This piece is published in the Spring 2019 issue of The Cairo Review of Global Affairs.

In fundamental ways, the future is the only thing that really matters; how a society will fare in the years ahead is, and should be, the central concern of policymakers. A focus on the future necessarily has three elements: an examination of what the key drivers, scenarios, risks, and opportunities in the future will be; a vision of what kind of future one wants for one’s society; and a plan for how to get there.

The field of “future studies” is not about the impossible task of predicting the future, but rather about examining key drivers and dynamics that will likely be at play, thinking creatively and rigorously about what various scenarios and outcomes might look like, and helping decision-makers chart a course within imagined possibilities. Future studies is an activity that organizations, corporations, and states are increasingly engaged in, and ignore at their peril. A limited amount of work has been done to explore the various drivers, dynamics, and scenarios that might impact the Arab World and the Middle East, but such an endeavor is fundamental for scholars and pundits alike.

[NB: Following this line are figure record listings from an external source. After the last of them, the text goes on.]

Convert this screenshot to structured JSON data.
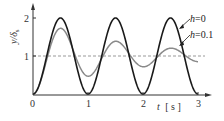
{
  "chart_data": {
    "type": "line",
    "title": "",
    "xlabel": "t [s]",
    "ylabel": "y/δs",
    "xlim": [
      0,
      3.2
    ],
    "ylim": [
      0,
      2.2
    ],
    "xticks": [
      "0",
      "1",
      "2",
      "3"
    ],
    "yticks": [
      "1",
      "2"
    ],
    "reference_line": {
      "y": 1,
      "style": "dashed"
    },
    "series": [
      {
        "name": "h=0",
        "color": "#222222",
        "formula": "1 - cos(2*pi*t)",
        "x": [
          0,
          0.25,
          0.5,
          0.75,
          1,
          1.25,
          1.5,
          1.75,
          2,
          2.25,
          2.5,
          2.75,
          3
        ],
        "values": [
          0,
          1,
          2,
          1,
          0,
          1,
          2,
          1,
          0,
          1,
          2,
          1,
          0
        ]
      },
      {
        "name": "h=0.1",
        "color": "#777777",
        "formula": "damped step response, h=0.1",
        "x": [
          0,
          0.25,
          0.5,
          0.75,
          1,
          1.25,
          1.5,
          1.75,
          2,
          2.25,
          2.5,
          2.75,
          3
        ],
        "values": [
          0,
          0.94,
          1.73,
          1.05,
          0.53,
          0.97,
          1.39,
          1.02,
          0.78,
          0.99,
          1.15,
          1.01,
          0.9
        ]
      }
    ],
    "legend": [
      {
        "label": "h=0"
      },
      {
        "label": "h=0.1"
      }
    ],
    "grid": false
  },
  "axis": {
    "x_label_t": "t",
    "x_label_unit": "[ s ]",
    "y_label_main": "y/δ",
    "y_label_sub": "s"
  },
  "legend_labels": {
    "h0": "h=0",
    "h01": "h=0.1"
  },
  "ticks": {
    "x0": "0",
    "x1": "1",
    "x2": "2",
    "x3": "3",
    "y1": "1",
    "y2": "2"
  }
}
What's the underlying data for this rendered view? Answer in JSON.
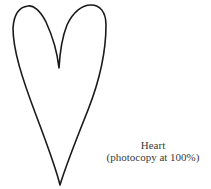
{
  "figure": {
    "shape": "heart-outline",
    "stroke_color": "#1a1a1a",
    "background": "#ffffff"
  },
  "caption": {
    "title": "Heart",
    "subtitle": "(photocopy at 100%)"
  }
}
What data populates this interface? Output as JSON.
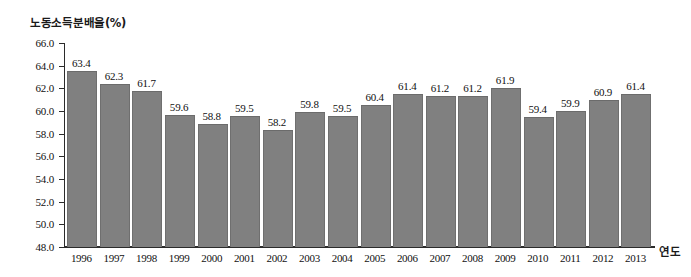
{
  "chart_data": {
    "type": "bar",
    "title": "",
    "xlabel": "연도",
    "ylabel": "노동소득분배율(%)",
    "ylim": [
      48.0,
      66.0
    ],
    "ytick_step": 2.0,
    "yticks": [
      "66.0",
      "64.0",
      "62.0",
      "60.0",
      "58.0",
      "56.0",
      "54.0",
      "52.0",
      "50.0",
      "48.0"
    ],
    "ytick_values": [
      66.0,
      64.0,
      62.0,
      60.0,
      58.0,
      56.0,
      54.0,
      52.0,
      50.0,
      48.0
    ],
    "grid": false,
    "legend": "none",
    "bar_color": "#808080",
    "axis_color": "#2b2b2b",
    "background": "#ffffff",
    "categories": [
      "1996",
      "1997",
      "1998",
      "1999",
      "2000",
      "2001",
      "2002",
      "2003",
      "2004",
      "2005",
      "2006",
      "2007",
      "2008",
      "2009",
      "2010",
      "2011",
      "2012",
      "2013"
    ],
    "values": [
      63.4,
      62.3,
      61.7,
      59.6,
      58.8,
      59.5,
      58.2,
      59.8,
      59.5,
      60.4,
      61.4,
      61.2,
      61.2,
      61.9,
      59.4,
      59.9,
      60.9,
      61.4
    ],
    "value_labels": [
      "63.4",
      "62.3",
      "61.7",
      "59.6",
      "58.8",
      "59.5",
      "58.2",
      "59.8",
      "59.5",
      "60.4",
      "61.4",
      "61.2",
      "61.2",
      "61.9",
      "59.4",
      "59.9",
      "60.9",
      "61.4"
    ]
  }
}
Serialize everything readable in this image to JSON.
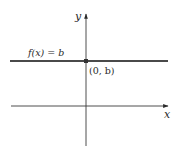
{
  "figure": {
    "type": "function-graph",
    "axes": {
      "x_label": "x",
      "y_label": "y"
    },
    "function_label": "f(x) = b",
    "point_label": "(0, b)",
    "colors": {
      "axis": "#3a3a3a",
      "function_line": "#4a4a4a",
      "point": "#333333",
      "text": "#2a2a2a",
      "background": "#ffffff"
    }
  }
}
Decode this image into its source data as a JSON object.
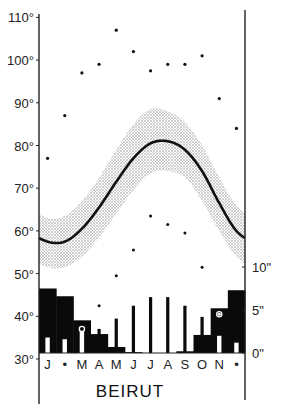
{
  "chart_data": {
    "type": "climate",
    "title": "BEIRUT",
    "months": [
      "J",
      "F",
      "M",
      "A",
      "M",
      "J",
      "J",
      "A",
      "S",
      "O",
      "N",
      "D"
    ],
    "month_label_display": [
      "J",
      "•",
      "M",
      "A",
      "M",
      "J",
      "J",
      "A",
      "S",
      "O",
      "N",
      "•"
    ],
    "temperature_axis": {
      "unit": "°F",
      "ticks": [
        30,
        40,
        50,
        60,
        70,
        80,
        90,
        100,
        110
      ],
      "tick_labels": [
        "30°",
        "40°",
        "50°",
        "60°",
        "70°",
        "80°",
        "90°",
        "100°",
        "110°"
      ],
      "range": [
        30,
        110
      ],
      "side": "left"
    },
    "precipitation_axis": {
      "unit": "inches",
      "ticks": [
        0,
        5,
        10
      ],
      "tick_labels": [
        "0\"",
        "5\"",
        "10\""
      ],
      "side": "right"
    },
    "series": [
      {
        "name": "Mean temperature",
        "type": "line",
        "values": [
          57.5,
          57.5,
          60.5,
          65.5,
          71.5,
          77,
          80.5,
          81,
          79,
          74,
          66.5,
          60
        ]
      },
      {
        "name": "Mean temperature band upper",
        "type": "area",
        "values": [
          63,
          63.5,
          67,
          72.5,
          79,
          85,
          88.5,
          88,
          85.5,
          80,
          72.5,
          66
        ]
      },
      {
        "name": "Mean temperature band lower",
        "type": "area",
        "values": [
          51.5,
          51.5,
          54,
          58.5,
          64,
          69.5,
          73.5,
          74,
          72.5,
          67,
          60,
          54
        ]
      },
      {
        "name": "Absolute maximum temperature",
        "type": "scatter",
        "values": [
          77,
          87,
          97,
          99,
          107,
          102,
          97.5,
          99,
          99,
          101,
          91,
          84
        ]
      },
      {
        "name": "Absolute minimum temperature",
        "type": "scatter",
        "values": [
          30.5,
          30.5,
          35.5,
          42.5,
          49.5,
          55.5,
          63.5,
          61.5,
          59.5,
          51.5,
          40.5,
          30
        ]
      },
      {
        "name": "Mean precipitation",
        "type": "bar",
        "unit": "inches",
        "values": [
          7.5,
          6.6,
          3.8,
          2.2,
          0.7,
          0.1,
          0,
          0,
          0.2,
          2.1,
          5.2,
          7.3
        ]
      },
      {
        "name": "Max single-day / extreme precipitation spike",
        "type": "bar",
        "unit": "inches",
        "values": [
          null,
          null,
          null,
          2.8,
          4.0,
          5.5,
          6.5,
          6.5,
          5.5,
          4.2,
          null,
          null
        ]
      },
      {
        "name": "Minimum precipitation (white bars)",
        "type": "bar",
        "unit": "inches",
        "values": [
          1.8,
          1.6,
          2.6,
          null,
          null,
          null,
          null,
          null,
          null,
          null,
          2.0,
          1.2
        ]
      }
    ],
    "circle_markers": [
      {
        "month": "M",
        "precip": 2.8
      },
      {
        "month": "N",
        "precip": 4.5
      }
    ],
    "grid": false,
    "legend": null
  },
  "labels": {
    "title": "BEIRUT"
  }
}
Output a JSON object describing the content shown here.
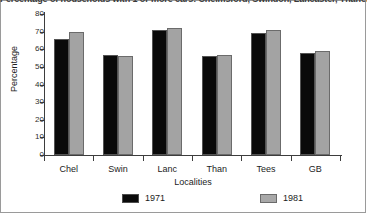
{
  "chart_data": {
    "type": "bar",
    "title": "Percentage of households with 1 or more cars: Chelmsford, Swindon, Lancaster, Thanet, Teesside and GB, 1971 and 1981",
    "xlabel": "Localities",
    "ylabel": "Percentage",
    "ylim": [
      0,
      80
    ],
    "yticks": [
      0,
      10,
      20,
      30,
      40,
      50,
      60,
      70,
      80
    ],
    "ytick_labels": [
      "0",
      "10",
      "20",
      "30",
      "40",
      "50",
      "60",
      "70",
      "80"
    ],
    "grid": false,
    "legend_position": "bottom",
    "categories": [
      "Chel",
      "Swin",
      "Lanc",
      "Than",
      "Tees",
      "GB"
    ],
    "series": [
      {
        "name": "1971",
        "color": "#0a0a0a",
        "values": [
          66,
          57,
          71,
          56,
          69,
          58
        ]
      },
      {
        "name": "1981",
        "color": "#a3a3a3",
        "values": [
          70,
          56,
          72,
          57,
          71,
          59
        ]
      }
    ]
  },
  "legend": {
    "items": [
      {
        "label": "1971"
      },
      {
        "label": "1981"
      }
    ]
  }
}
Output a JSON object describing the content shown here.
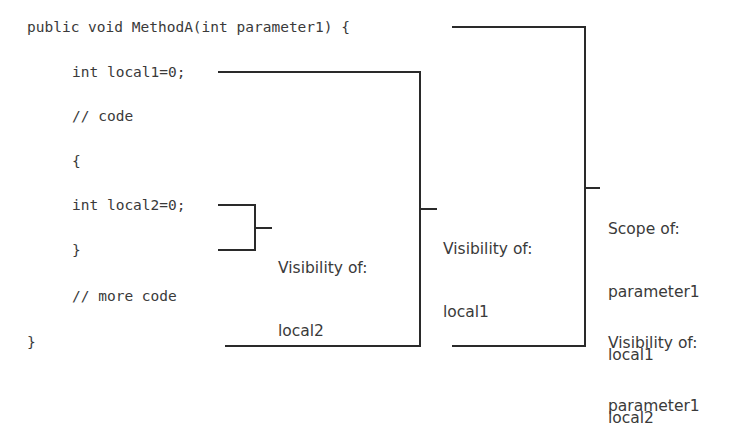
{
  "code_lines": [
    "public void MethodA(int parameter1) {",
    "int local1=0;",
    "// code",
    "{",
    "int local2=0;",
    "}",
    "// more code",
    "}"
  ],
  "annotations": {
    "local2": [
      "Visibility of:",
      "local2"
    ],
    "local1": [
      "Visibility of:",
      "local1"
    ],
    "scope": [
      "Scope of:",
      "parameter1",
      "local1",
      "local2"
    ],
    "param_visibility": [
      "Visibility of:",
      "parameter1"
    ]
  }
}
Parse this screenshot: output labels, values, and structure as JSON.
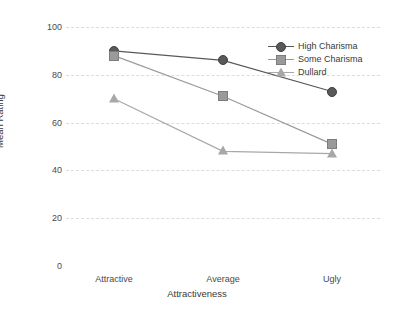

With regard to having a vision of the future, the Arab World is at a moment of particular passivity: I would say that in the past, we used to have a future. Past generations had vivid ideas about what a better future would look like, and focused their efforts to bring that about. When the American University in Cairo was established a century ago, a host of intellectuals throughout the Arab World promoted the vision of a liberal future based on humanism, pluralism, secular nationalism, and democratic government. After World War II and the establishment of Israel, Arab nationalists promoted a statist vision of the future, in which strong states would provide economic progress and social justice at home and victory abroad. Arab leftists promoted a socialist view of the future in which progress would be achieved through restructuring international and domestic economic relations. Islamists have argued that securing a strong future consists of reviving a golden Islamic past. Some of these visions of the future clashed in the events of 2011 and their aftermath; liberals and Islamists promoted competing visions of the future, while statists generally won out in the end.

Our current Arab World is suffering from a “future deficit,” in that ambitious dreams for an alternative and profoundly better future have been shoved aside in favor of the short-term goals of maintaining stability and security, and avoiding civil war or state collapse—all worthy, but not transformative long-term objectives in themselves. A society needs a strong vision of its future in order to marshal national resources and policies in a proactive and transformative manner. As a wit once said, “If you don’t have a sense of where you want to go, you are likely to end up somewhere else.”